Ruth Henry, right, then Ruth Mainhart, poses in 1927 with her late siblings, Margaret, Albert and Gerald. Submitted photo

She recalled a big, coal stove in the center of the room that kept students warm on wintry days, and the teacher sending the older students to get a few buckets of water from a nearby farm that were dumped into a crock in the classroom.

The crock had a spigot, and each student was assigned a tin cup to place under the spigot to get a drink of water. The tin cups were lined up on a shelf with the water crock.

Henry, then Ruth Mainhart, hesitates to mention that she had indoor plumbing at home, but faced the elements to access the outdoor facilities at school.

After graduating in 1941 from Kittanning High School, Henry got a job in the produce department at Streamline Market in Kittanning, where she earned $2 per day for seven hours of work.

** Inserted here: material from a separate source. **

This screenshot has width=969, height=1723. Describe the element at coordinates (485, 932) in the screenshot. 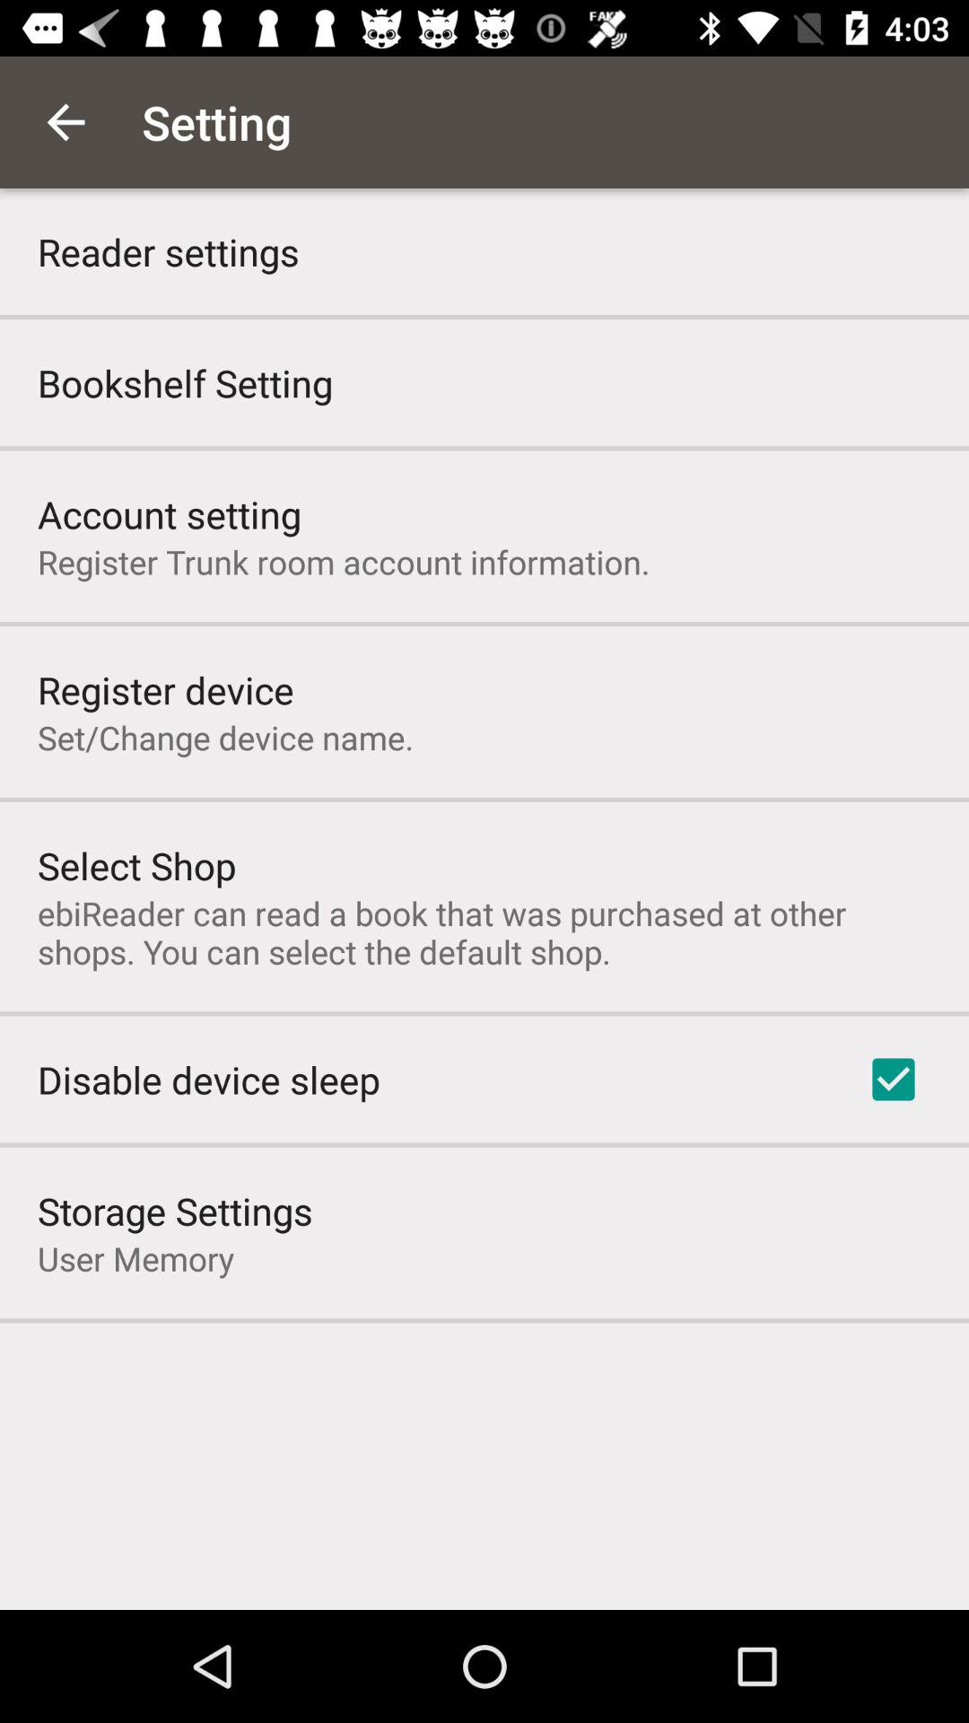

I see `choose item at the center` at that location.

For fun, Henry played softball, went on hikes and swam in the creek with her friends and Robert Henry, her high school sweetheart. The two married in 1942.

“Then the war was coming,” Henry said.

Robert was drafted by the Army and served in the South Pacific Theater in World War II as the driver of an amphibious vehicle bringing Australian troops into battle.

Ruth accompanied her husband on most of his stateside assignments, and once he shipped out, waited patiently in Freeport for him to return home.

“He kept calling and saying ‘I’ll be home for Christmas,’” she said, “and finally, here he comes, on the late train.”

She remembers the moment he stepped off the train in Laneville, near the bridge over the Allegheny River.

“I was surprised he had lost so much weight,” Ruth said.

The couple had four children, Shirley, Don and twins Jane and Jean. She now has 6 grandchildren and 10 great-grandchildren.

Jean now lives with her mother to help her with anything she needs.

Henry’s oldest child, Shirley, is 80 years old.

Ruth Henry, who will turn either 25 or 100 on Feb. 29, poses at her home in the Laneville neighborhood of Freeport with her wedding photo from 1942. Henry was born Feb. 29, 1924, which was a leap day. Paula Grubbs/Butler Eagle

Henry enjoyed volunteering with Meals on Wheels, crafting, sewing, quilting, bowling on a women’s league each week for 30 years, and taking motor coach trips with her husband or friends.

“I just went through 100 years being happy,” she said. “I had a good life.”

She said she doesn’t really have a secret to longevity, but suspects her lifelong positive attitude has figured into the three digits in her age.

“I’ve got a lot of aches and pains, but I’ve had a good life because of family and friends,” Henry said.